African American Workers and the Appalachian Coal Industry: An excerpt from Joe Trotter’s new book

Joe William Trotter Jr.’s book African American Workers and the Appalachian Coal Industry is new from WVU Press. To celebrate Black History Month, we’re pleased to share an excerpt from the introduction.

When I proposed this volume to West Virginia University Press in the fall of 2019, the devastation of Covid-19 was just months away. Hence, the impact of the pandemic did not figure into my rationale for wanting to publish this book. My motivation for producing this volume stemmed from the impending thirtieth anniversary of my book, Coal, Class, and Color: Blacks in Southern West Virginia, 1915–32 (University of Illinois Press, 1990). I hoped to use this collection of essays to reflect on my personal and professional journey to the notion of proletarianization (class formation) in scholarship on Black coal miners in the southern Appalachian coalfields; explore the transformation of research on the topic since publication of Coal, Class, and Color; and suggest directions that the next wave of research on the topic might take. These objectives remain core elements in the book’s raison d’être, but the disproportionate impact of the coronavirus pandemic on people of African descent represents an even more compelling rationale for publishing these essays at this particular time in the history of the region and the nation.

During the early phases of the pandemic, media reports downplayed the potential impact of the virus on poor and working-class Black communities. Evidence of widespread racial disparities in sickness and death from the disease soon dispelled such thinking. Over the past several months, growing numbers of scholars, media, and public policy analysts from a variety of fields have located the roots of these disparities in the concentration of Black people in the most dangerous, unhealthy, and underpaid work, housing, and living conditions in the geography and political economy of the nation. While these debates and discussions accent the need for historical perspectives on these racialized issues, they are unfolding without sufficient attention to African American health care activism designed to creatively combat disease, restore their own health, and insure their survival in the face of substantial trauma. These conversations also elide the precise ways that socioeconomic, labor, and environmental conditions undermined the health and well-being of the African American community in particular places at specific moments in time.
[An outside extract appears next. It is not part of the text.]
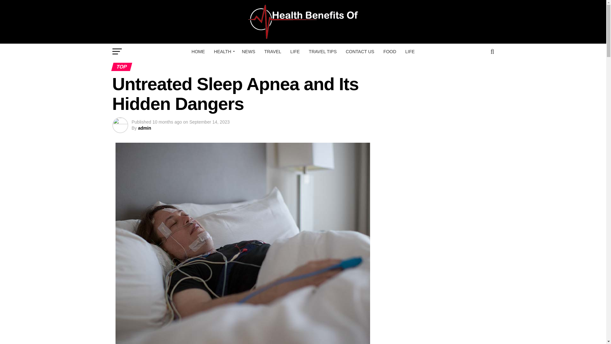 The image size is (611, 344). I want to click on LIFE, so click(410, 52).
By focusing on a variety of issues in the history of African American workers in the Appalachian coal industry, this book calls attention to the ways that a better sense of history can deepen our understanding of the roots of the coronavirus among other epidemics and pandemics in African American history. A few illustrations from the West Virginia coalfields underscore this point. First and perhaps most important, in southern West Virginia, loading coal over a lifetime took its toll on the health of Black miners and exposed them to a wide variety of diseases, particularly tuberculosis during the industrial age. Some Black miners “literally broke themselves down loading coal.” According to one miner, Pink Henderson, “My daddy got so he couldn’t load coal. He tried to get company work [light labor, often outside] but the doctor turned him down, because he couldn’t do nothing. He broke his self down. . . . My brothers done the same thing. They used to be the heavy loaders.”

Coal loaders also endured the persistent inhalation of coal dust and particles of coal, black lung or “miners’ asthma,” a slow killer of miners as it was called in those days. Inadequate housing also took its toll on the health of Black miners and their families. In 1927–1928, the West Virginia Bureau of Negro Welfare and Statistics (BNWS) reported that tuberculosis was a far greater cause of death among Black people than mine accidents. Described as that “great scourge of the Negro race,” tuberculosis accounted for 13 percent of African American health-related deaths compared to less than 8 percent among whites. The BNWS concluded that improvement in Black miners’ health required better “living conditions—proper housing, wholesome food and sanitation,” the “prerequisites of good health.”

In addition to charting the health conditions of Black coal miners, this volume also recalls how Black miners, their families, and their communities mobilized movements designed to fight racial inequality in the health care system and counteract the impact of insufficient wages to fully support their families with healthy diets and living conditions. Across the coalfields, as part of their strategy for combatting disease as well as hunger, miners and their families not only cultivated their own vegetable gardens but also maintained a few hogs, chickens, and sometimes a cow for fresh milk and butter. Most important, however, they also collectively used their vote to demand greater access to public funds to serve their education, social welfare, and health needs. They not only worked through the state’s leading Republican legislators but also elected their own numbers to public office. During the early post–World War I years, they sent three Black men, one a miner, to the House of Delegates in Charleston. They effectively used their political influence within the Republican Party to secure the establishment of two all-Black colleges (West Virginia State College and Bluefield State College); homes for the African American elderly, deaf, and blind residents; and a tuberculosis facility.

In other words, looking back over this collection from the vantage point of current debates and the quest for knowledge to address the challenges of COVID-19, this book illuminates both the conditions that repeatedly exposed African Americans to the most destructive impact of disease as well as some of the most important strategies that they devised to help themselves. In addition, as noted at the outset of this preface, African American Workers in the Appalachian Coal Industry also responds to the need for an assessment of the field since the closing decade of the twentieth century, along with ideas for moving scholarship forward into the third decade of the twenty-first century and beyond.